Automated Market Maker
An automated market maker is an algorithm that always quotes a price for outcome shares, providing liquidity without needing a matched counterparty.
What it means in practice
An automated market maker, often shortened to AMM, is an algorithmic liquidity mechanism that always quotes a buy and sell price for outcome shares in a prediction market. Because the algorithm stands ready to trade at any moment, a participant can enter or exit without waiting for a matching order on the other side. This is what lets new or thinly traded markets function before they attract a crowd of traders.
Many AMMs use a scoring rule to set prices, the common example being the logarithmic market scoring rule, or LMSR, used historically by Augur and Gnosis. The rule moves the quoted price as shares are bought or sold, so heavy buying of a Yes share pushes its price up and the implied probability with it. A liquidity parameter controls how sharply the price reacts, trading off price stability against the operator subsidy required.
An AMM contrasts with a central limit order book, where prices come from trader orders rather than an algorithm, and with a parimutuel market, which only settles after pooling all stakes. A defining feature of an LMSR-style maker is bounded loss: the operator subsidizes the market but its worst-case cost is capped by the liquidity parameter, drawn from a liquidity pool set aside for the market. This bounded subsidy is the price of bootstrapping prediction-market liquidity in early or quiet markets.
For operators and partners, the AMM choice shapes fee economics and how commission is calculated. The platform may recover the subsidy through trading fees or a spread around the algorithmic quote, and affiliate revenue share then attaches to those fees on referred trading volume. Reporting must capture both the fee and the subsidized depth so partner attribution stays accurate as markets mature.
How Automated Market Maker works across industries
See how automated market maker is applied in the verticals Track360 supports, from qualification logic and payout structure to the operational context behind each model.
How Track360 handles this
Track360 supports operators in the prediction-markets vertical with affiliate tracking, commission models, and reporting tailored to event-contract economics, including fee attribution on automated-market-maker trading volume.
Frequently Asked Questions
Common questions about automated market maker, how it works in affiliate programs, and where it shows up across Track360's supported verticals.
An automated market maker is an algorithm that continuously quotes prices for outcome shares so trades can fill without a matched counterparty. Prediction markets use it to provide liquidity in new or thinly traded markets.
Related Terms
Central Limit Order Book
A central limit order book is an engine that matches buyers and sellers by price-time priority, with the operator earning fees rather than taking the position.
Prediction Market Liquidity
Prediction market liquidity measures the depth and ease with which binary outcome contracts can be bought or sold on an event exchange without materially moving the contract price.
Liquidity Pool
A liquidity pool is a smart-contract reserve of two or more tokens that funds on-chain trading, letting a DEX price swaps without an order book.
Parimutuel Market
A parimutuel market is a pooled structure where all stakes on an event form one pool, the operator takes a fixed cut, and winners split the remainder.
Outcome Shares
Outcome shares are the tradeable Yes and No units of a prediction market whose prices sum to about one and pay a fixed value if correct.
Prediction Market
A market in which participants trade contracts whose payouts depend on the outcomes of future events such as elections, sports results, or economic indicators, structured as binary-outcome contracts and regulated as derivatives in some jurisdictions and as gambling in others.
Market Maker Broker
A market maker broker acts as the counterparty to client trades, setting its own bid/ask prices rather than routing orders directly to the interbank market.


WHAT YOU WILL DO ::
Would you copy out each line of the records below that includes the word "icon"?
____________
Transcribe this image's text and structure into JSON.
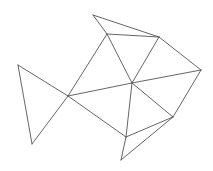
{
  "diagram": {
    "stroke_color": "#555555",
    "background": "#ffffff",
    "vertices": {
      "A": [
        93,
        15
      ],
      "B": [
        107,
        34
      ],
      "C": [
        159,
        37
      ],
      "D": [
        201,
        70
      ],
      "E": [
        132,
        83
      ],
      "F": [
        68,
        96
      ],
      "G": [
        18,
        65
      ],
      "H": [
        32,
        144
      ],
      "I": [
        173,
        117
      ],
      "J": [
        126,
        137
      ],
      "K": [
        121,
        160
      ]
    },
    "edges": [
      [
        "A",
        "B"
      ],
      [
        "A",
        "C"
      ],
      [
        "B",
        "C"
      ],
      [
        "B",
        "E"
      ],
      [
        "C",
        "E"
      ],
      [
        "C",
        "D"
      ],
      [
        "B",
        "F"
      ],
      [
        "F",
        "E"
      ],
      [
        "E",
        "D"
      ],
      [
        "G",
        "F"
      ],
      [
        "G",
        "H"
      ],
      [
        "H",
        "F"
      ],
      [
        "F",
        "J"
      ],
      [
        "E",
        "J"
      ],
      [
        "E",
        "I"
      ],
      [
        "D",
        "I"
      ],
      [
        "I",
        "J"
      ],
      [
        "I",
        "K"
      ],
      [
        "J",
        "K"
      ]
    ]
  }
}
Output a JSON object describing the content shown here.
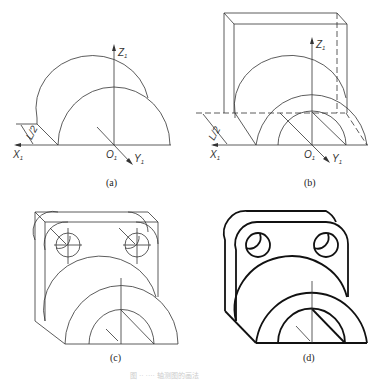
{
  "figure": {
    "panels": [
      {
        "id": "a",
        "label": "(a)",
        "axes": {
          "x": "X",
          "y": "Y",
          "z": "Z",
          "subscript": "1",
          "origin": "O"
        },
        "dimension": "L/2"
      },
      {
        "id": "b",
        "label": "(b)",
        "axes": {
          "x": "X",
          "y": "Y",
          "z": "Z",
          "subscript": "1",
          "origin": "O"
        },
        "dimension": "L/2"
      },
      {
        "id": "c",
        "label": "(c)"
      },
      {
        "id": "d",
        "label": "(d)"
      }
    ],
    "caption": "图 ·· ···· 轴测图的画法"
  },
  "colors": {
    "line": "#333333",
    "outline": "#111111",
    "background": "#ffffff"
  }
}
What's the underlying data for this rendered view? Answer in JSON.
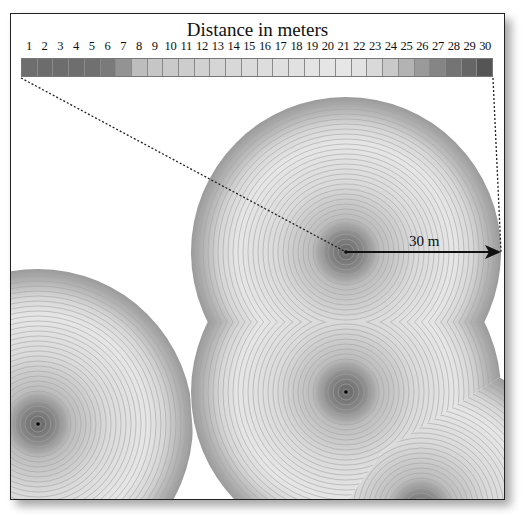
{
  "title": "Distance in meters",
  "legend": {
    "ticks": [
      "1",
      "2",
      "3",
      "4",
      "5",
      "6",
      "7",
      "8",
      "9",
      "10",
      "11",
      "12",
      "13",
      "14",
      "15",
      "16",
      "17",
      "18",
      "19",
      "20",
      "21",
      "22",
      "23",
      "24",
      "25",
      "26",
      "27",
      "28",
      "29",
      "30"
    ],
    "colors": [
      "#6e6e6e",
      "#6c6c6c",
      "#6d6d6d",
      "#6e6e6e",
      "#707070",
      "#7a7a7a",
      "#939393",
      "#bdbdbd",
      "#c6c6c6",
      "#cacaca",
      "#cdcdcd",
      "#d1d1d1",
      "#d5d5d5",
      "#d8d8d8",
      "#dbdbdb",
      "#dddddd",
      "#dfdfdf",
      "#e1e1e1",
      "#e3e3e3",
      "#e5e5e5",
      "#e6e6e6",
      "#e2e2e2",
      "#d9d9d9",
      "#c9c9c9",
      "#b3b3b3",
      "#9a9a9a",
      "#858585",
      "#747474",
      "#666666",
      "#555555"
    ]
  },
  "annotation": {
    "radius_label": "30 m"
  },
  "chart_data": {
    "type": "heatmap",
    "title": "Distance in meters",
    "legend_range": [
      1,
      30
    ],
    "legend_unit": "meters",
    "sources": [
      {
        "name": "point-1",
        "x": 335,
        "y": 238,
        "radius_m": 30
      },
      {
        "name": "point-2",
        "x": 335,
        "y": 378,
        "radius_m": 30
      },
      {
        "name": "point-3",
        "x": 27,
        "y": 410,
        "radius_m": 30
      },
      {
        "name": "point-4",
        "x": 410,
        "y": 497,
        "radius_m": 30
      }
    ],
    "annotations": [
      "30 m radius arrow from point-1 to buffer edge"
    ]
  }
}
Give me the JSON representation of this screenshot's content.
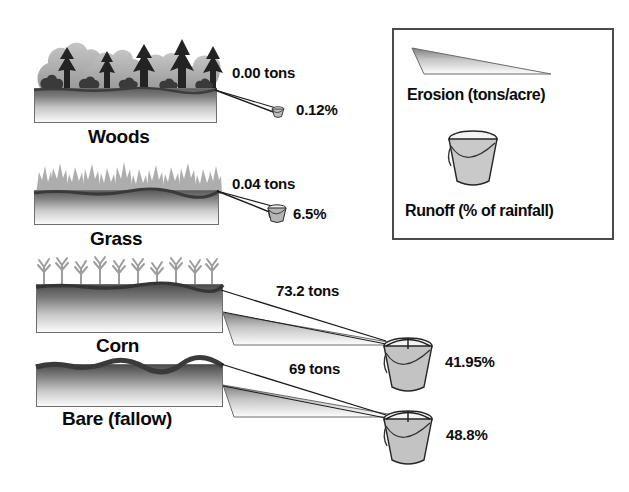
{
  "diagram": {
    "plots": [
      {
        "id": "woods",
        "name": "Woods",
        "erosion_label": "0.00 tons",
        "erosion_value": 0.0,
        "runoff_label": "0.12%",
        "runoff_value": 0.12,
        "cover": "trees"
      },
      {
        "id": "grass",
        "name": "Grass",
        "erosion_label": "0.04 tons",
        "erosion_value": 0.04,
        "runoff_label": "6.5%",
        "runoff_value": 6.5,
        "cover": "grass"
      },
      {
        "id": "corn",
        "name": "Corn",
        "erosion_label": "73.2 tons",
        "erosion_value": 73.2,
        "runoff_label": "41.95%",
        "runoff_value": 41.95,
        "cover": "corn"
      },
      {
        "id": "bare",
        "name": "Bare (fallow)",
        "erosion_label": "69 tons",
        "erosion_value": 69,
        "runoff_label": "48.8%",
        "runoff_value": 48.8,
        "cover": "bare"
      }
    ]
  },
  "legend": {
    "erosion_caption": "Erosion (tons/acre)",
    "runoff_caption": "Runoff (% of rainfall)",
    "erosion_icon": "wedge-icon",
    "runoff_icon": "bucket-icon"
  },
  "colors": {
    "soil_dark": "#5e5e5e",
    "soil_light": "#fcfcfc",
    "vegetation_light": "#b9b9b9",
    "vegetation_dark": "#2a2a2a",
    "outline": "#4a4a4a",
    "text": "#0a0a0a",
    "background": "#ffffff"
  }
}
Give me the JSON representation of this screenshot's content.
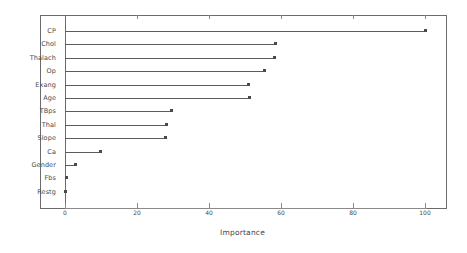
{
  "chart_data": {
    "type": "bar",
    "subtype": "horizontal-lollipop-dotchart",
    "title": "",
    "subtitle": "",
    "xlabel": "Importance",
    "ylabel": "",
    "categories": [
      "CP",
      "Chol",
      "Thalach",
      "Op",
      "Exang",
      "Age",
      "TBps",
      "Thal",
      "Slope",
      "Ca",
      "Gender",
      "Fbs",
      "Restg"
    ],
    "values": [
      100.0,
      58.6,
      58.3,
      55.3,
      51.1,
      51.3,
      29.7,
      28.3,
      27.8,
      9.8,
      3.0,
      0.4,
      0.0
    ],
    "series": [
      {
        "name": "Importance",
        "values": [
          100.0,
          58.6,
          58.3,
          55.3,
          51.1,
          51.3,
          29.7,
          28.3,
          27.8,
          9.8,
          3.0,
          0.4,
          0.0
        ]
      }
    ],
    "xlim": [
      0,
      107
    ],
    "ylim": [
      0,
      13
    ],
    "xticks": [
      0,
      20,
      40,
      60,
      80,
      100
    ],
    "xtick_labels": [
      "0",
      "20",
      "40",
      "60",
      "80",
      "100"
    ],
    "grid": false,
    "legend": false,
    "legend_position": "none",
    "annotations": [],
    "colors": {
      "line": "#5c5c5c",
      "dot": "#4a4a4a",
      "axis": "#6b6b6b",
      "text": "#4a4a4a",
      "background": "#ffffff"
    }
  }
}
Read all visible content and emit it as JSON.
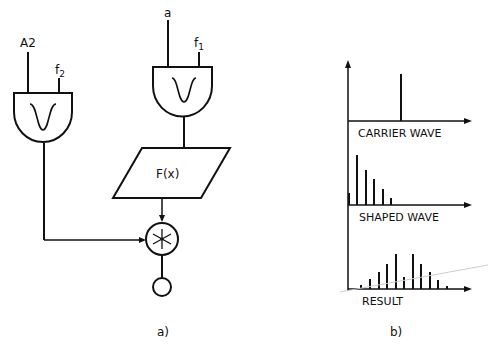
{
  "panel_a": {
    "caption": "a)",
    "oscillator_left": {
      "amp_input": "A2",
      "freq_input": "f",
      "freq_sub": "2",
      "waveform_icon": "bell-curve-icon"
    },
    "oscillator_right": {
      "amp_input": "a",
      "freq_input": "f",
      "freq_sub": "1",
      "waveform_icon": "bell-curve-icon"
    },
    "function_box": "F(x)",
    "multiplier_icon": "asterisk-multiply-icon",
    "output_icon": "output-circle-icon"
  },
  "panel_b": {
    "caption": "b)",
    "spectra": [
      {
        "label": "CARRIER WAVE"
      },
      {
        "label": "SHAPED WAVE"
      },
      {
        "label": "RESULT"
      }
    ]
  },
  "colors": {
    "ink": "#111111",
    "background": "#ffffff"
  }
}
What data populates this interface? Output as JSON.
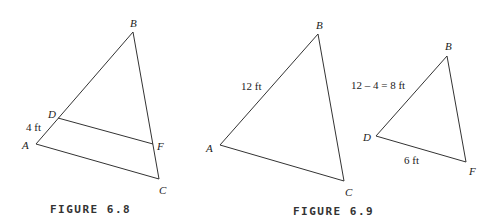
{
  "figures": [
    {
      "caption": "FIGURE 6.8",
      "vertices": {
        "A": "A",
        "B": "B",
        "C": "C",
        "D": "D",
        "F": "F"
      },
      "measurements": {
        "AD": "4 ft"
      }
    },
    {
      "caption": "FIGURE 6.9",
      "large_triangle": {
        "vertices": {
          "A": "A",
          "B": "B",
          "C": "C"
        },
        "measurements": {
          "AB": "12 ft"
        }
      },
      "small_triangle": {
        "vertices": {
          "D": "D",
          "B": "B",
          "F": "F"
        },
        "measurements": {
          "DB": "12 – 4 = 8 ft",
          "DF": "6 ft"
        }
      }
    }
  ]
}
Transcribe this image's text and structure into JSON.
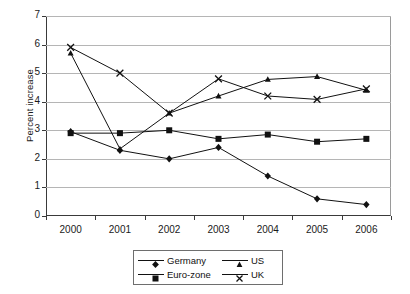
{
  "chart_data": {
    "type": "line",
    "title": "",
    "xlabel": "",
    "ylabel": "Percent increase",
    "categories": [
      "2000",
      "2001",
      "2002",
      "2003",
      "2004",
      "2005",
      "2006"
    ],
    "x": [
      2000,
      2001,
      2002,
      2003,
      2004,
      2005,
      2006
    ],
    "ylim": [
      0,
      7
    ],
    "yticks": [
      0,
      1,
      2,
      3,
      4,
      5,
      6,
      7
    ],
    "ytick_labels": [
      "0",
      "1",
      "2",
      "3",
      "4",
      "5",
      "6",
      "7"
    ],
    "grid": "horizontal",
    "legend_position": "bottom-center",
    "series": [
      {
        "name": "Germany",
        "marker": "diamond",
        "color": "#111111",
        "values": [
          2.95,
          2.3,
          2.0,
          2.4,
          1.4,
          0.6,
          0.4
        ]
      },
      {
        "name": "Euro-zone",
        "marker": "square",
        "color": "#111111",
        "values": [
          2.9,
          2.9,
          3.0,
          2.7,
          2.85,
          2.6,
          2.7
        ]
      },
      {
        "name": "US",
        "marker": "triangle",
        "color": "#111111",
        "values": [
          5.7,
          2.35,
          3.6,
          4.2,
          4.78,
          4.88,
          4.4
        ]
      },
      {
        "name": "UK",
        "marker": "cross",
        "color": "#111111",
        "values": [
          5.9,
          5.0,
          3.6,
          4.8,
          4.2,
          4.08,
          4.45
        ]
      }
    ]
  },
  "legend": {
    "entries": [
      {
        "label": "Germany",
        "marker": "diamond-marker"
      },
      {
        "label": "US",
        "marker": "triangle-marker"
      },
      {
        "label": "Euro-zone",
        "marker": "square-marker"
      },
      {
        "label": "UK",
        "marker": "cross-marker"
      }
    ]
  }
}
____________
OUTPUT OF THE EXERCISE ::
    "erosion_icon": "wedge-icon",
    "runoff_icon": "bucket-icon"
      "waveform_icon": "bell-curve-icon"
      "waveform_icon": "bell-curve-icon"
    "multiplier_icon": "asterisk-multiply-icon",
    "output_icon": "output-circle-icon"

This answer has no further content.